If one compares the report in the New York Times with previous explanations given by the German government, then a number of contradictions emerge. According to the official German version, the two BND agents who were present during the war in Baghdad are said to have begun their work on February 15. This means that the same agents could not have handed over a highly-sensitive document on February 3.

Green Party deputy Hans Christian Ströbele, a member of the PKG for many years, has questioned whether the BND had additional agents operating in Baghdad—at least before the war began. “The question arises, at what time, how many and what sort of agents were active in Baghdad,” he told the newspaper Die Welt The presence of additional, hitherto-unknown intelligence agents would explain the contradictions between the version of events given by the New York Times and that maintained by the German government.

Last week Ströbele submitted a “dissenting report” which sharply criticised the official government report on the activities of the BND and demonstrated that the agency had very probably supplied Washington with information that was used to prepare the war.

It has also been revealed that the BND had actually stationed a contact man in the US army headquarters in Qatar. The agent P.—pseudonym “Gardist”—is said to have been “the addressee for all requests for information” that the US supreme command sought to have passed on to the two BND agents in Baghdad, according to the Süddeutsche Zeitung “His task was to forward the requests of the Americans—allegedly there were a total of 33—to the BND centre.” From there, they were passed on as a request for information to Baghdad.

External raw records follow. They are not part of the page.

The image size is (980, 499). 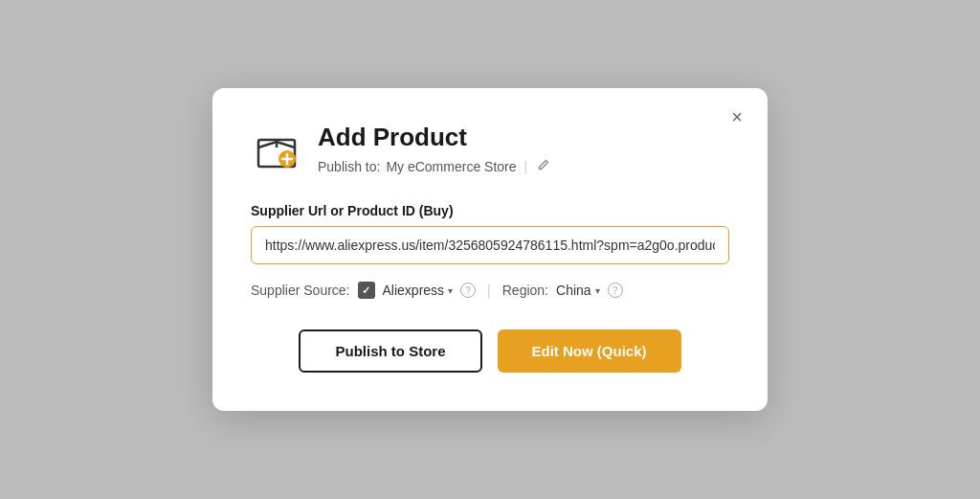 What do you see at coordinates (434, 149) in the screenshot?
I see `header-text: Add Product Publish to: My eCommerce Sto…` at bounding box center [434, 149].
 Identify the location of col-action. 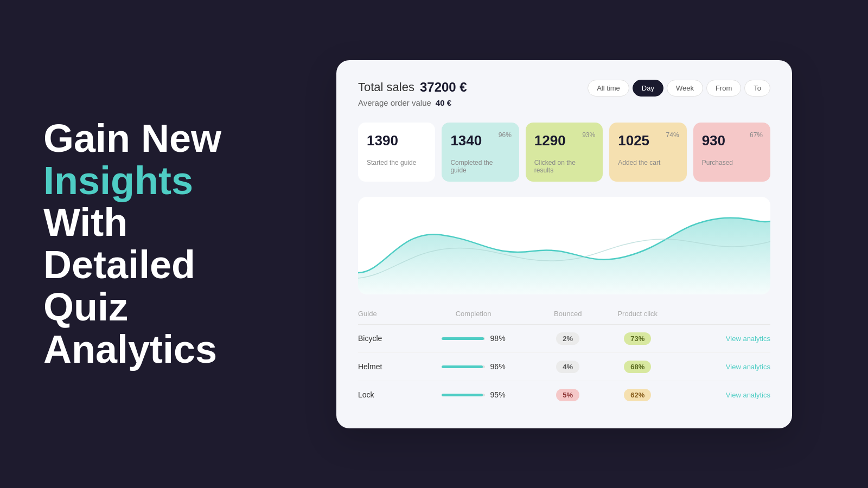
(725, 317).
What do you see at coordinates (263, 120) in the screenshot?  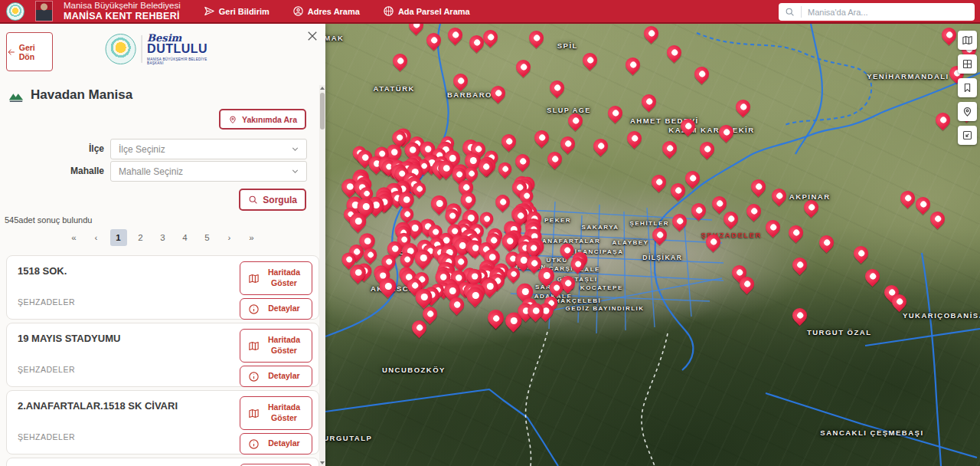 I see `near-me-button: Yakınımda Ara` at bounding box center [263, 120].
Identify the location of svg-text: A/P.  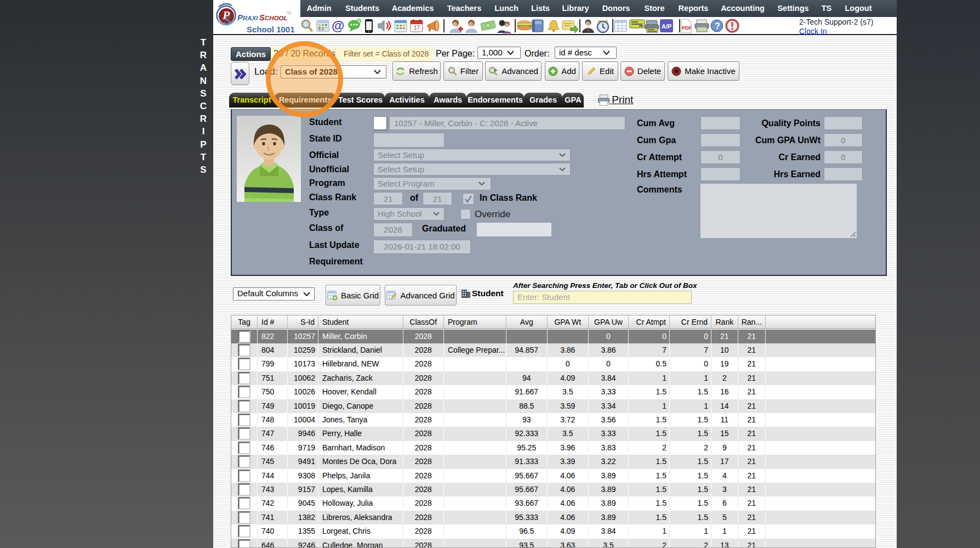
(666, 26).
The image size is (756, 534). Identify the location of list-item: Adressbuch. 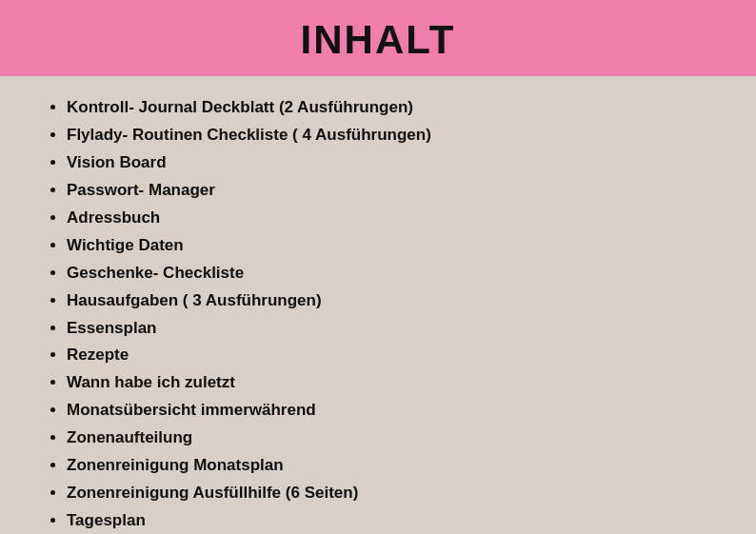
(249, 219).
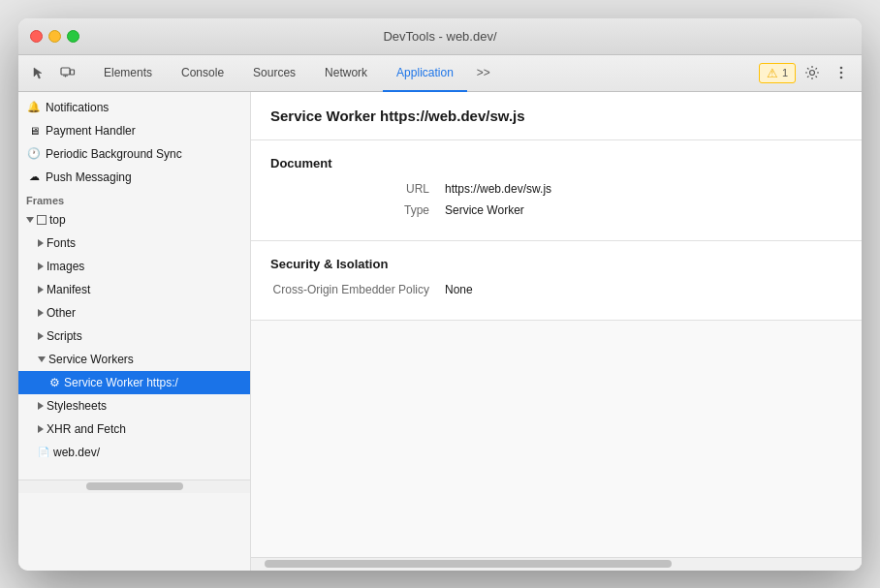 The width and height of the screenshot is (880, 588). Describe the element at coordinates (556, 116) in the screenshot. I see `detail-header: Service Worker https://web.dev/sw.js` at that location.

According to the New York Times, Germany, which officially opposed the war, was internally classified by US military as “non-coalition, but cooperating.”

The parliamentary control committee will meet on Monday, March 8, in a special session to deal with the new claims made by theNew York Times It is not clear whether any new facts will emerge. This can hardly be expected, given that up to now the government and BND have only served up small doses of intelligence at a time - and then only because they had no other choice.

In the meantime, the revelations threaten to damage not only the reputation of the government of Schröder and Joshka Fischer (Greens), whose opposition to the Iraq war becomes less and less credible, but also the stability of the current government led by Angela Merkel (CDU), which has made clear it does not have the slightest interest in exposing the murky operations of the German secret service.